# [To do]
What you give back must match the records below exactly.

# [Raw data]
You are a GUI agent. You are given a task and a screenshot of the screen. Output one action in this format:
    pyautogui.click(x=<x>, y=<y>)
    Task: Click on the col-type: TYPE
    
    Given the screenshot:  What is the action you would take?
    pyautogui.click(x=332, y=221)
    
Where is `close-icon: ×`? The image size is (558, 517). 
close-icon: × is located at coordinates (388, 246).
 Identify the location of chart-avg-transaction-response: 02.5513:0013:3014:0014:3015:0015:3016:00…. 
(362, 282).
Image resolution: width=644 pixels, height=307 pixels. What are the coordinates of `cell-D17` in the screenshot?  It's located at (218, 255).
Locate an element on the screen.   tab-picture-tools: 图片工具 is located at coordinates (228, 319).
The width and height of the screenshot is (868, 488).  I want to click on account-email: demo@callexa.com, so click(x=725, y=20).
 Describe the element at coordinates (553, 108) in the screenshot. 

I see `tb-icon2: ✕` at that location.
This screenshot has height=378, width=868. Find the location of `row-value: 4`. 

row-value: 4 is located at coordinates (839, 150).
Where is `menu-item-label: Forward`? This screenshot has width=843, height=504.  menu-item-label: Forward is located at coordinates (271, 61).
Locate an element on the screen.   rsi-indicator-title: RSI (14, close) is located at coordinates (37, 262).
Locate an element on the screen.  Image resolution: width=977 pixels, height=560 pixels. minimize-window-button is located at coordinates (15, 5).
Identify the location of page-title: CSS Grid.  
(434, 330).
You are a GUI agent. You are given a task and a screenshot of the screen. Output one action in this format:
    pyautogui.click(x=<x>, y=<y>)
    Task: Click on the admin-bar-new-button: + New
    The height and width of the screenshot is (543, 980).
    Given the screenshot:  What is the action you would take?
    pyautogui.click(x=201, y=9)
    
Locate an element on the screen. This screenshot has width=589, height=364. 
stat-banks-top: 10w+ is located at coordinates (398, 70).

# [Result for this exercise]
You are a GUI agent. You are given a task and a screenshot of the screen. Output one action in this format:
    pyautogui.click(x=<x>, y=<y>)
    Task: Click on the col-type: TYPE
    
    Given the screenshot:  What is the action you would take?
    pyautogui.click(x=332, y=221)
    
Where is `close-icon: ×`? The image size is (558, 517). 
close-icon: × is located at coordinates (388, 246).
 Identify the location of chart-avg-transaction-response: 02.5513:0013:3014:0014:3015:0015:3016:00…. 
(362, 282).
Image resolution: width=644 pixels, height=307 pixels. What are the coordinates of `cell-D17` in the screenshot?  It's located at (218, 255).
Locate an element on the screen.   tab-picture-tools: 图片工具 is located at coordinates (228, 319).
The width and height of the screenshot is (868, 488).  I want to click on account-email: demo@callexa.com, so click(x=725, y=20).
 Describe the element at coordinates (553, 108) in the screenshot. 

I see `tb-icon2: ✕` at that location.
This screenshot has height=378, width=868. Find the location of `row-value: 4`. 

row-value: 4 is located at coordinates (839, 150).
Where is `menu-item-label: Forward`? This screenshot has width=843, height=504.  menu-item-label: Forward is located at coordinates (271, 61).
Locate an element on the screen.   rsi-indicator-title: RSI (14, close) is located at coordinates (37, 262).
Locate an element on the screen.  Image resolution: width=977 pixels, height=560 pixels. minimize-window-button is located at coordinates (15, 5).
Identify the location of page-title: CSS Grid.  
(434, 330).
You are a GUI agent. You are given a task and a screenshot of the screen. Output one action in this format:
    pyautogui.click(x=<x>, y=<y>)
    Task: Click on the admin-bar-new-button: + New
    The height and width of the screenshot is (543, 980).
    Given the screenshot:  What is the action you would take?
    pyautogui.click(x=201, y=9)
    
Locate an element on the screen. This screenshot has width=589, height=364. 
stat-banks-top: 10w+ is located at coordinates (398, 70).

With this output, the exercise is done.